Too much drama and suspence have been whipped up in recent times concerning the president’s reelection bid, a deliberate myth-creating ploy by his mischievous handlers to pass off the impression that should he choose to contest, his victory is assured. Such creativity is misplaced. The president’s scorecard, low this past two years, have even now been besmirched by the blood of the many innocents that have died and that may continue to die, if nothing concrete is done soon.

Far from feeling reassured, the people are abandoned to uncertainty on the theme of security not helped by the deployment of ceremonial policemen to the affected areas. Those who have the duty to protect fellow Nigerians have shirked their duties. Far from feeling reassured, the people of Benue state are abandoned to an uncertainty in security not helped by the deployment of ceremonial policemen to the affected areas.
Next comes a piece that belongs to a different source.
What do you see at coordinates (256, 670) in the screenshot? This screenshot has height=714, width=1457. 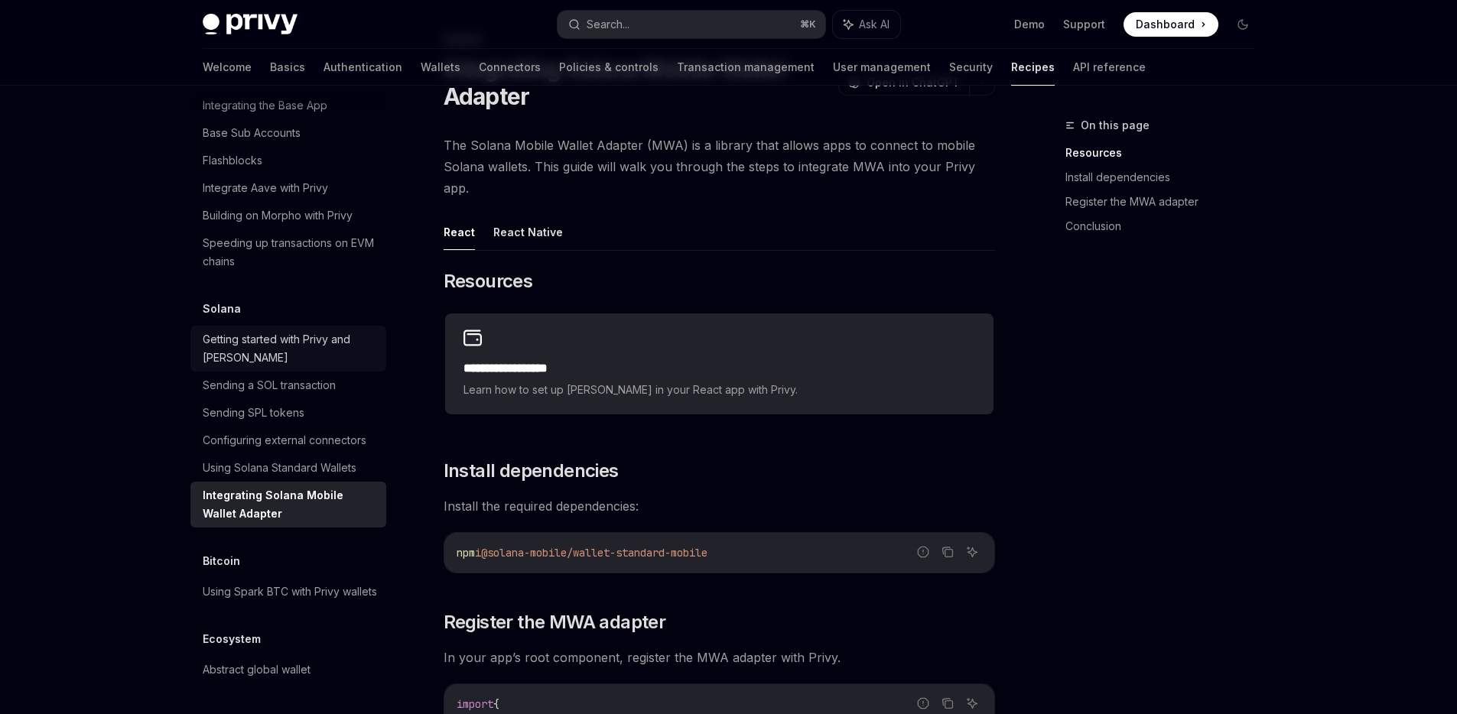 I see `div: Abstract global wallet` at bounding box center [256, 670].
The only probable redemption would be to give a measure of statutory strength to the people’s right to defend themselves. It is not enough to launch the kind of cynical investigation that is soon forgotten— precisely because, in Nigeria, impunity, violence and senseless death are all but norms.
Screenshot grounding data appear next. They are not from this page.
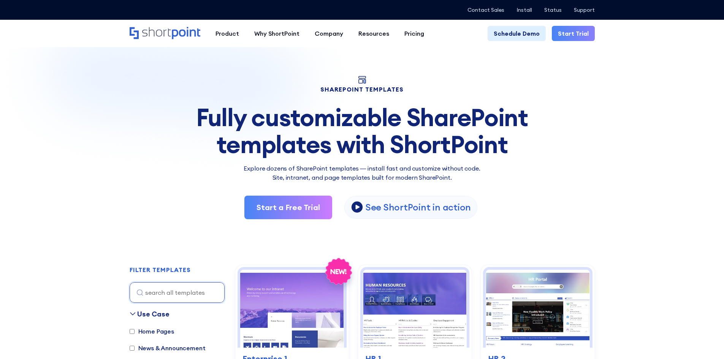 The height and width of the screenshot is (359, 724). What do you see at coordinates (362, 89) in the screenshot?
I see `h1: SHAREPOINT TEMPLATES` at bounding box center [362, 89].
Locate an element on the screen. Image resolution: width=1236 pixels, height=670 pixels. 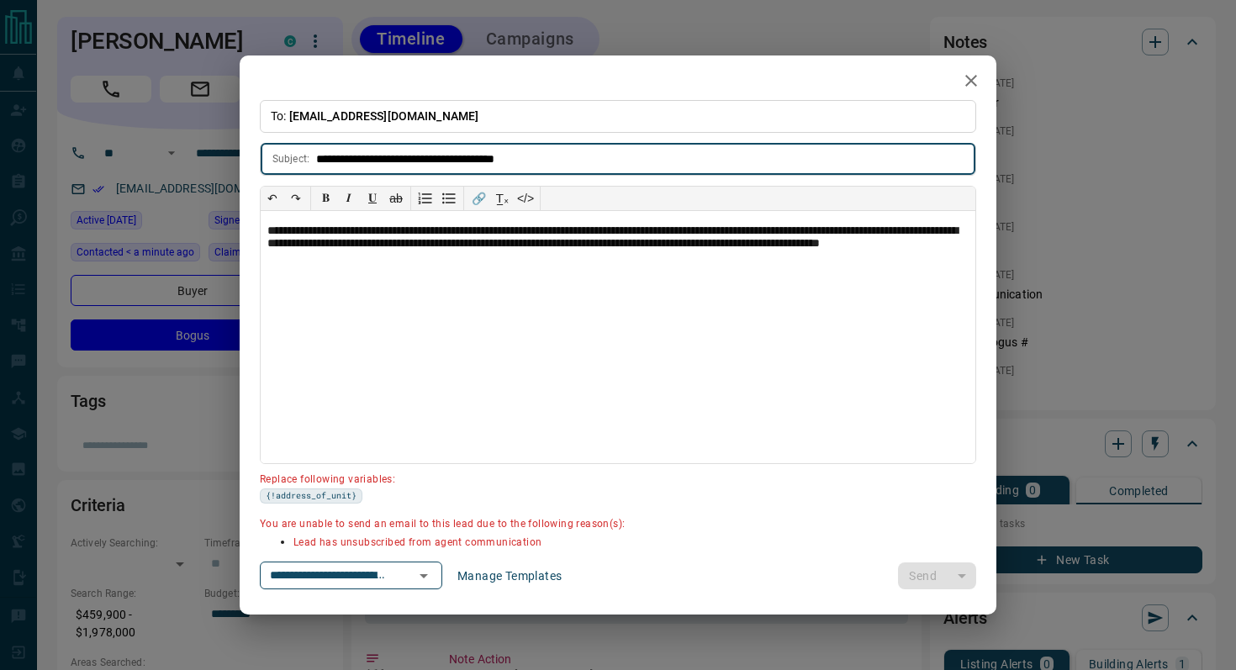
button: ab is located at coordinates (396, 198).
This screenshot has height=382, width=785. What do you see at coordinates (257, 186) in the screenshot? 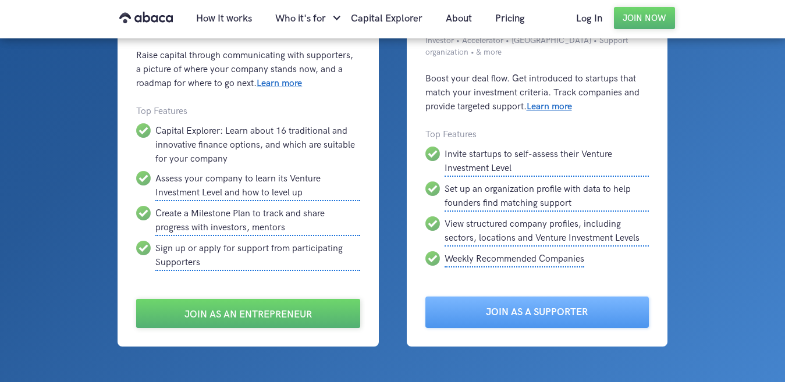
I see `div: Assess your company to learn its Venture Investment Level and how to level up` at bounding box center [257, 186].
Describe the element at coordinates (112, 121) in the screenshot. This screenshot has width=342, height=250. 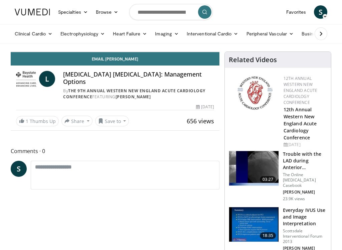
I see `button: Save to` at that location.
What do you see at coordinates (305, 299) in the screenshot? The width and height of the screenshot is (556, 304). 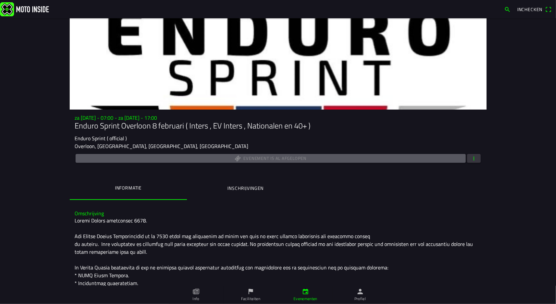 I see `ion-label: Evenementen` at bounding box center [305, 299].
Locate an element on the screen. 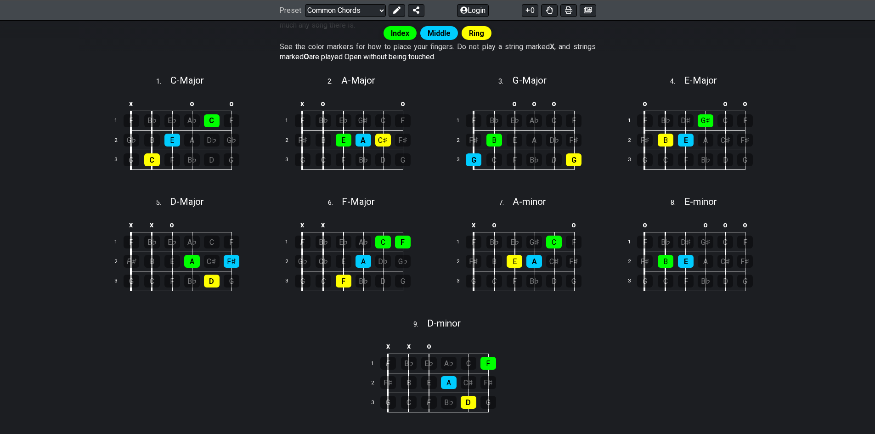 Image resolution: width=875 pixels, height=434 pixels. span: Middle is located at coordinates (439, 33).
The national assembly must put to good use the instruments in their hands by enacting a body of law to constitute a community security force made up of natives who know the topography and peculiar security challenges of their areas, with adequate provisions to meet and deal with those challenges.

While we cannot blame the government singly for the atrocities, placing the security of lives in the hands of careless security operatives is in itself a careless culture.

At this level, the people should be encouraged to engage in community policing, at least for a further sense of security. Also, there’s the crying need for reorientation. It’s part of government’s roles to ensure that citizens are properly enlightened, with polluted minds disabused and instilled with the citizen’s mutual love and respect for other human lives.

Doing this is key and it is a collective responsibility to ensure that every Nigerian is secured in any part of the country where one finds one’s self.

Kayode Ajulo, a lawyer, is chairman, Board of Trustees of Egalitarian Mission for Africa and was national secretary for the Labour Party in Nigeria.